Sep 5, 2021

Frightfest 2021: Are We Monsters

Dir: Seb Cox
One of the best things about Frightfest is that it looks around for new talent within the genre. It’s often exciting to see young filmmakers taking old tropes within horror and fantasy in new directions. On the other hand, it can sometimes mean that those filmmakers don’t yet have the experience and resources to get all of their ideas up on the screen. For me, Are We Monsters is a case in point.

Maya (Charlotte Olivia) is a werewolf. Trying to understand her monstrous side, she reaches out to Luke (Jathis Sivanesan), who writes about mythical creatures on his blog. The two also meet Everett (co-writer John Black) and Connor (Stefan Chanyaem); brothers whose father taught them to kill werewolves. Through them, Maya learns some history behind her nature, and that even without silver bullets, she can be killed on the night of the blood moon.

The best aspects of Are We Monsters come from the backstory it invents for the creation of werewolves. In extremely expressive, scribbled, black and white animation, it lays out a story about how the god of the sun, wanting to contain man’s evil in a handful of beings, created werewolves, but that even this measure failed. It’s a genuinely different take on the legend, giving a more melancholy feel to the monster, and evocatively told in simple images. These scribbled designs, patterned after Maya’s sketches, also come into play in the look of the werewolf in the last few scenes of the film, and while they are low tech, they’re striking and not a little creepy.

Unfortunately, problems come to the fore in many other aspects of the film. Everything has a very homemade feel to it, so the shonky CGI is to be expected, but some of the design choices early on are baffling. When you think of a ‘werewolf’, there is definitely an image you have in your head; some kind of man/wolf hybrid, be it the more humanoid take of Lon Chaney’s Wolf Man; the much more animalistic look of the Underworld series, or something in between. None of them, though, look like the werewolves we see early on here, with their elongated necks and limbs they sometimes simply look laughable and so little like what we think of as a werewolf that for a long time, you simply have to wonder if Connor and Everett are using the term correctly. It’s a bizarre choice. This is why the animation in the third act works so much better; not only is it more connected to the character of Maya, it looks more like a werewolf.

The leading cast are not massively experienced and, Jathis Sivanesan apart, seem to be part of a building stock company that director Seb Cox has used for his shorts. There’s plenty to be said for working with friends, but the performances are often quite stiff. On the plus side, once their characters warm up to each other Sivanesan and Charlotte Olivia have some effective scenes together, especially as they begin to see the connections between their situations with, shall we say, blood-borne disorders (another interesting theme that feels pretty original in the genre). 

Despite the grade below and the flaws I’ve highlighted here, I don’t want this review to come off as a total slam on Are We Monsters. There are interesting ideas here; original thoughts in a subgenre that often struggles for them. There are also some great design choices. It’s significant, I think, that this is Seb Cox’ first feature following a lot of shorts. There is a brilliant animated short in here, with a live action feature wrapped around it that needs more money and, from the cast, more experience, to be executed to its best advantage. I want to see the next film Cox and his company make, because there’s a foundation here on which he can build something great. I hope he gets the opportunity.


=== Work to complete ===
Copy the lines of the data below exactly, starting at the first and stopping after the line that contains "Image is 815x466 pixels."; include no pictures.

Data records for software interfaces
◇ ◇ ◇ ◇ ◇

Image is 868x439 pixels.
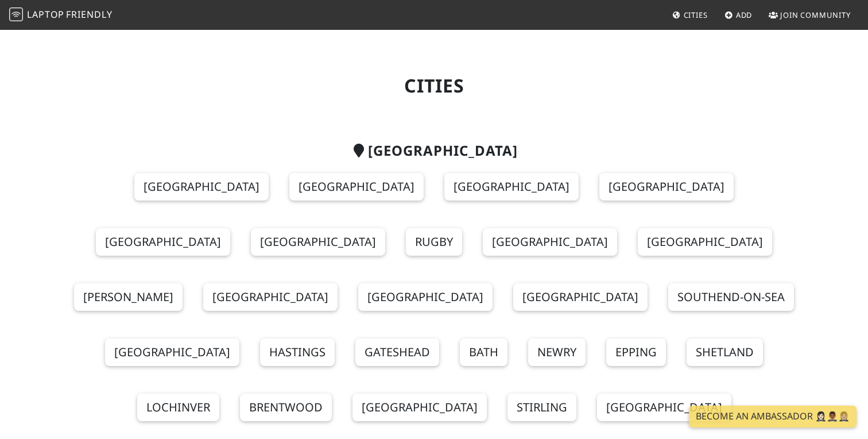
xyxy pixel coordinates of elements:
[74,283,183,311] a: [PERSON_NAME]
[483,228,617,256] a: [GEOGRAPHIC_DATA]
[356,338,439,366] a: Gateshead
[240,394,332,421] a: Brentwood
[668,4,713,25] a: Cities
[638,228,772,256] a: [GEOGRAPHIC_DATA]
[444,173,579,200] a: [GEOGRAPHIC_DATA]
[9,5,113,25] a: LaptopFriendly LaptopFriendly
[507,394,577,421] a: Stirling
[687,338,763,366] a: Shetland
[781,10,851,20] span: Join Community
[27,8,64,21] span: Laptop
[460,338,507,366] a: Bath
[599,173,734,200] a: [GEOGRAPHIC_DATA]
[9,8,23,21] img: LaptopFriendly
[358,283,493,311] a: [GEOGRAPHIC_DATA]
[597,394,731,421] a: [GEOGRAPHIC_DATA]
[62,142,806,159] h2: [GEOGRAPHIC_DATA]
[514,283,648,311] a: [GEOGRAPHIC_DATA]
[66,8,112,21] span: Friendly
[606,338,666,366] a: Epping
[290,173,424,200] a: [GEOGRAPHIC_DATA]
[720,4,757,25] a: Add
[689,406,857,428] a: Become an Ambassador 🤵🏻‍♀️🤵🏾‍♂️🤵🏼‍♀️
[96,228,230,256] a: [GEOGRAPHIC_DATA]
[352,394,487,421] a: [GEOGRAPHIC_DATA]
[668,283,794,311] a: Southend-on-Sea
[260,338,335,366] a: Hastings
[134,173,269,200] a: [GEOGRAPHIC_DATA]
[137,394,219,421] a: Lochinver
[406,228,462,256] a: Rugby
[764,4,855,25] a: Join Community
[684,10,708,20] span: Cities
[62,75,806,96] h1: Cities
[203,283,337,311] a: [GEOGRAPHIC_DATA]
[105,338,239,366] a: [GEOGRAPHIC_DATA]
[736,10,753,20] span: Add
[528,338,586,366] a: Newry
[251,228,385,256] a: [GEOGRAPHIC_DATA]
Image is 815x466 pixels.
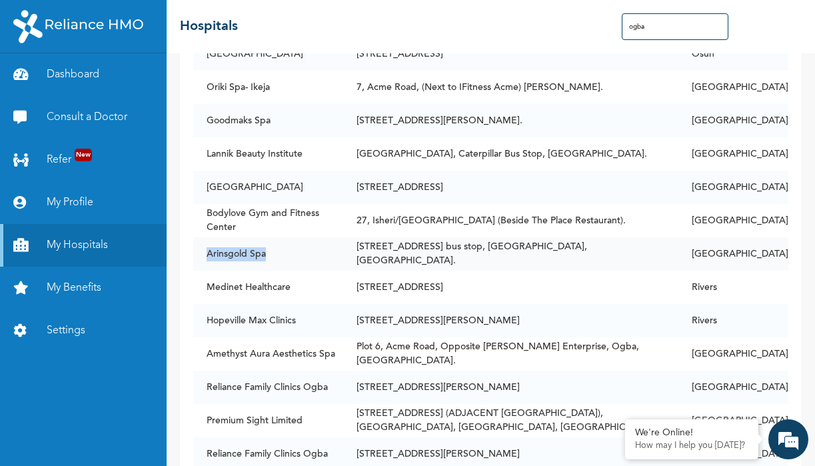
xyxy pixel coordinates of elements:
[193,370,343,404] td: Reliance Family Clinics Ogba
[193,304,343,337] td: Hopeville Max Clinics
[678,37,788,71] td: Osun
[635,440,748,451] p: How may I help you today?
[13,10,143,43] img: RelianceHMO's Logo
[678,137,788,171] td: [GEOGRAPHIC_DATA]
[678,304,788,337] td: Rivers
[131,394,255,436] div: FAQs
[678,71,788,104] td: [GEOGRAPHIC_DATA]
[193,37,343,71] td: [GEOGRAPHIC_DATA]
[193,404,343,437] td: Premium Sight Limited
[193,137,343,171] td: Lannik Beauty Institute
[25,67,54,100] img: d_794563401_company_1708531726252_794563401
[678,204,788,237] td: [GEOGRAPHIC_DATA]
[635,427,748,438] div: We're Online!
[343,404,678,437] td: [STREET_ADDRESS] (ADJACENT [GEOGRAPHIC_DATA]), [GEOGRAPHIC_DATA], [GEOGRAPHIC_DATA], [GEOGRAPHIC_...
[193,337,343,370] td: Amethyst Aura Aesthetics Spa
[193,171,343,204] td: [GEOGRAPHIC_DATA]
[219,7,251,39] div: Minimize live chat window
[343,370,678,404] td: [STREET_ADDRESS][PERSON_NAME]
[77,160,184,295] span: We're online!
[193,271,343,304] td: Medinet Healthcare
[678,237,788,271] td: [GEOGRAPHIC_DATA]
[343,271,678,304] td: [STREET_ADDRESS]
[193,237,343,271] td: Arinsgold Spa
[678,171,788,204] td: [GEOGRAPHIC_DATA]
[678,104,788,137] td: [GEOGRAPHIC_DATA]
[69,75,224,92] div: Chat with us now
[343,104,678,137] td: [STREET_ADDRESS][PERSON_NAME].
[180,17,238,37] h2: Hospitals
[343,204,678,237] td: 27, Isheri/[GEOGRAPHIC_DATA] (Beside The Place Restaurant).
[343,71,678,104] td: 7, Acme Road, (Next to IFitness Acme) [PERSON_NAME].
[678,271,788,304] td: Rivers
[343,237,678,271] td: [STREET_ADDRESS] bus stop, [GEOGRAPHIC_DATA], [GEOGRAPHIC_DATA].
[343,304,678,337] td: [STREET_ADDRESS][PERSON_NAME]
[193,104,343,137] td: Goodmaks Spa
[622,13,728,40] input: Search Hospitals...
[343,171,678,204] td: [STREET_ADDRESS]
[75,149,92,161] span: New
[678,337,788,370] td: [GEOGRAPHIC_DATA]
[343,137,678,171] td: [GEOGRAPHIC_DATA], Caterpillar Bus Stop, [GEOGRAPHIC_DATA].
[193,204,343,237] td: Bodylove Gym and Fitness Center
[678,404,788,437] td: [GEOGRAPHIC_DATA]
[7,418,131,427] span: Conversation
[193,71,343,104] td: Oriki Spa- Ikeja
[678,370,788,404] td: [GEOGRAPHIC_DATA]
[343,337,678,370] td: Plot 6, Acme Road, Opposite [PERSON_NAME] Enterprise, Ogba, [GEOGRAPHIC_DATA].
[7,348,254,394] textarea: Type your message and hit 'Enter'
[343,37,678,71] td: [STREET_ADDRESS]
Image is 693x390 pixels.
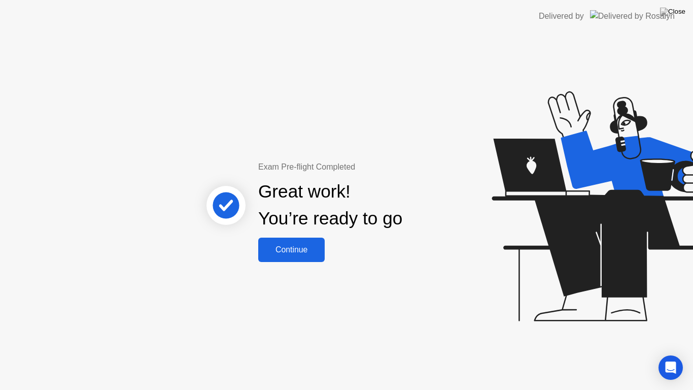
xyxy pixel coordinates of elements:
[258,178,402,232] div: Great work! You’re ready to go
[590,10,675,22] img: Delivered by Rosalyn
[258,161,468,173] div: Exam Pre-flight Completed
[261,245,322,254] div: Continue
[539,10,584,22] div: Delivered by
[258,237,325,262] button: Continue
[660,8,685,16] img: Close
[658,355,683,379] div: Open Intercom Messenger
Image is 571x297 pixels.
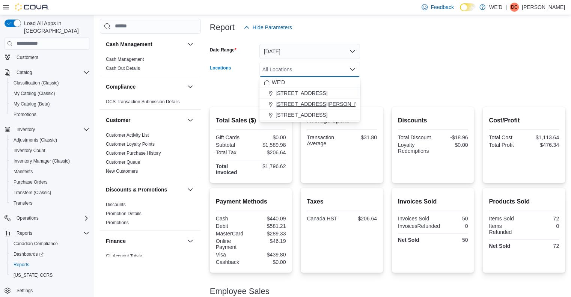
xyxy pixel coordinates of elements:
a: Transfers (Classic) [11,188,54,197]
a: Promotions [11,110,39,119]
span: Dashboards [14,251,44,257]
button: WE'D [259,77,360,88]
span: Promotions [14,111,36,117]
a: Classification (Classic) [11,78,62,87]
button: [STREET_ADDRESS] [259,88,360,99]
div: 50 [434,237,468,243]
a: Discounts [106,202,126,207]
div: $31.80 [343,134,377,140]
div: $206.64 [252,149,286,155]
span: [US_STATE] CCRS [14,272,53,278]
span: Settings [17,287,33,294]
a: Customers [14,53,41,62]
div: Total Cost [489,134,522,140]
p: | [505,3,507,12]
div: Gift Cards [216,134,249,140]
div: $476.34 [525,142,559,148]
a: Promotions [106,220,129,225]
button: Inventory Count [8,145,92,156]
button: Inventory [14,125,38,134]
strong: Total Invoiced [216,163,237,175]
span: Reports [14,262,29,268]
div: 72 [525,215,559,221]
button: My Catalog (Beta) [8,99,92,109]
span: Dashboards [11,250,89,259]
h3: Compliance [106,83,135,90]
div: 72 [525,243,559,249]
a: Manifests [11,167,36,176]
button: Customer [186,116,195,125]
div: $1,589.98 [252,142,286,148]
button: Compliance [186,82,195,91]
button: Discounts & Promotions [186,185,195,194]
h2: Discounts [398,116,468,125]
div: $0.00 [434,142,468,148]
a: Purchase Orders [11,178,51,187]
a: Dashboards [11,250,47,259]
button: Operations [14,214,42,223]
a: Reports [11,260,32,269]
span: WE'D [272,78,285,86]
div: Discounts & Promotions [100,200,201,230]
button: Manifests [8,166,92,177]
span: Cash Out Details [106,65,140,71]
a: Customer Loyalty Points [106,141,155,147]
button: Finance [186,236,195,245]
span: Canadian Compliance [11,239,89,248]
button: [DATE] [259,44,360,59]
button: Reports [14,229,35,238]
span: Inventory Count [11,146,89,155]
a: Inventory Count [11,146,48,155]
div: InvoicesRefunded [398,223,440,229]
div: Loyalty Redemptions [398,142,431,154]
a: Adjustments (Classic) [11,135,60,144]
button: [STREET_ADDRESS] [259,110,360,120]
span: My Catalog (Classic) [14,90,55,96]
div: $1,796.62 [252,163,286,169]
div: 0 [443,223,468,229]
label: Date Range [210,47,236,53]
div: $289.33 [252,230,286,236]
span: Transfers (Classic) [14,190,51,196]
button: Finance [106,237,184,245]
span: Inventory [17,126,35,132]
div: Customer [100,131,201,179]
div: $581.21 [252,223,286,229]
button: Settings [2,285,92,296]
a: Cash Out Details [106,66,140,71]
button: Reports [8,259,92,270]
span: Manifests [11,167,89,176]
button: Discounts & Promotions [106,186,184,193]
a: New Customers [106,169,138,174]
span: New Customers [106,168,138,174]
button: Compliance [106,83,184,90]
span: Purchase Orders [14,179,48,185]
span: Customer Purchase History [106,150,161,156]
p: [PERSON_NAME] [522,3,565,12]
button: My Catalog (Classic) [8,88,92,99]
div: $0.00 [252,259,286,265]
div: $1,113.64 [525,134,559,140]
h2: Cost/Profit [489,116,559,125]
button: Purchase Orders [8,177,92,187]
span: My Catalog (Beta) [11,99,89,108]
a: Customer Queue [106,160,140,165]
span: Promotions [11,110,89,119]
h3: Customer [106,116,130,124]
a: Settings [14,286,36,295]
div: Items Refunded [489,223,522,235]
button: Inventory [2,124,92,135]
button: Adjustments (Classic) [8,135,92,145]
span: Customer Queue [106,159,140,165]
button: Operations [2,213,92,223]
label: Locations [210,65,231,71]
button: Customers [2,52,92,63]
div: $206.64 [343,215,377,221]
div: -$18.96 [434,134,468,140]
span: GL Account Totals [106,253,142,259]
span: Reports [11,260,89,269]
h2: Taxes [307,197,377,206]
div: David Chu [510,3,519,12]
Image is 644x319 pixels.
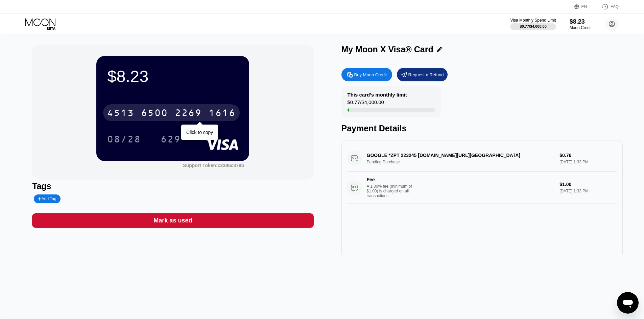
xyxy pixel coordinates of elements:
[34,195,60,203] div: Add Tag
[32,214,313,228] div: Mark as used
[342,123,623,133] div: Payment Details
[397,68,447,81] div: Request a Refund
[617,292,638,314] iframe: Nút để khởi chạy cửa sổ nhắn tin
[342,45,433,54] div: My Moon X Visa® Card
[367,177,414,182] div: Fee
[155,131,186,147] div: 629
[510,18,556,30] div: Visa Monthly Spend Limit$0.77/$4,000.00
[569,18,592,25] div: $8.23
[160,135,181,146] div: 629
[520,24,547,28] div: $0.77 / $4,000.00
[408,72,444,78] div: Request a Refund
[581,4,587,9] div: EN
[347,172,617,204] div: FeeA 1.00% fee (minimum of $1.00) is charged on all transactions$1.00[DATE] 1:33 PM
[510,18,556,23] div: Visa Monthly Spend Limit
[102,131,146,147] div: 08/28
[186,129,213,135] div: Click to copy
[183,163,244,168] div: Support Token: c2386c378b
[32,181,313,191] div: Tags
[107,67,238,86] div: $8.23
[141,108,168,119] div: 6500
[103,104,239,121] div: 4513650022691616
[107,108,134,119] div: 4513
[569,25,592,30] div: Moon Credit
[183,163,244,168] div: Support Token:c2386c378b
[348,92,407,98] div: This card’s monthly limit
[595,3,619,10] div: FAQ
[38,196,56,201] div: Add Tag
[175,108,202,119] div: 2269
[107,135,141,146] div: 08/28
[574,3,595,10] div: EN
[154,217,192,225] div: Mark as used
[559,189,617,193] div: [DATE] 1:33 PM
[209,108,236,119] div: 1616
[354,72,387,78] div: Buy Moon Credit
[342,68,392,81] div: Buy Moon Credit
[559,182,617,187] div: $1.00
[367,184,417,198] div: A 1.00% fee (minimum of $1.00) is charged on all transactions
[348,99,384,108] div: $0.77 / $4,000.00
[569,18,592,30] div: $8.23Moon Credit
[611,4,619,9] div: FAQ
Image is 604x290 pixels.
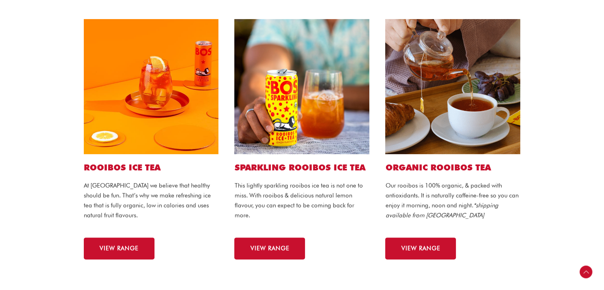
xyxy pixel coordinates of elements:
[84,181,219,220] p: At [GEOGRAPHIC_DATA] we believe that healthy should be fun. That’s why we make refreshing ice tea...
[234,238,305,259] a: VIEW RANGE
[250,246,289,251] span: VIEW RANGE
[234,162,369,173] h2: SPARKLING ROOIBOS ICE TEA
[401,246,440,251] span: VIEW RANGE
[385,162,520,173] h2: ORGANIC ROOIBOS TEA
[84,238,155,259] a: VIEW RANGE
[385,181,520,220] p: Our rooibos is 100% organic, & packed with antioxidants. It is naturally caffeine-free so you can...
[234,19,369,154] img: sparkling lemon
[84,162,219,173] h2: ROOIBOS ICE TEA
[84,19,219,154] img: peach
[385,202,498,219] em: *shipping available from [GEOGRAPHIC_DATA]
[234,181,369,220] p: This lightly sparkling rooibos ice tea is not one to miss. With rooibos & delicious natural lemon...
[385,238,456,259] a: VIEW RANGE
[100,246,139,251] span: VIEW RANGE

◇ ◇ ◇ ◇ ◇

=== Solution below ===
Image is 868x439 pixels.
xyxy pixel coordinates of elements:
[74,283,183,311] a: [PERSON_NAME]
[483,228,617,256] a: [GEOGRAPHIC_DATA]
[356,338,439,366] a: Gateshead
[240,394,332,421] a: Brentwood
[668,4,713,25] a: Cities
[638,228,772,256] a: [GEOGRAPHIC_DATA]
[444,173,579,200] a: [GEOGRAPHIC_DATA]
[9,5,113,25] a: LaptopFriendly LaptopFriendly
[507,394,577,421] a: Stirling
[687,338,763,366] a: Shetland
[781,10,851,20] span: Join Community
[27,8,64,21] span: Laptop
[460,338,507,366] a: Bath
[599,173,734,200] a: [GEOGRAPHIC_DATA]
[9,8,23,21] img: LaptopFriendly
[358,283,493,311] a: [GEOGRAPHIC_DATA]
[597,394,731,421] a: [GEOGRAPHIC_DATA]
[62,142,806,159] h2: [GEOGRAPHIC_DATA]
[514,283,648,311] a: [GEOGRAPHIC_DATA]
[66,8,112,21] span: Friendly
[606,338,666,366] a: Epping
[290,173,424,200] a: [GEOGRAPHIC_DATA]
[720,4,757,25] a: Add
[689,406,857,428] a: Become an Ambassador 🤵🏻‍♀️🤵🏾‍♂️🤵🏼‍♀️
[96,228,230,256] a: [GEOGRAPHIC_DATA]
[352,394,487,421] a: [GEOGRAPHIC_DATA]
[668,283,794,311] a: Southend-on-Sea
[260,338,335,366] a: Hastings
[134,173,269,200] a: [GEOGRAPHIC_DATA]
[137,394,219,421] a: Lochinver
[406,228,462,256] a: Rugby
[764,4,855,25] a: Join Community
[684,10,708,20] span: Cities
[62,75,806,96] h1: Cities
[203,283,337,311] a: [GEOGRAPHIC_DATA]
[105,338,239,366] a: [GEOGRAPHIC_DATA]
[736,10,753,20] span: Add
[528,338,586,366] a: Newry
[251,228,385,256] a: [GEOGRAPHIC_DATA]
Image is 815x466 pixels.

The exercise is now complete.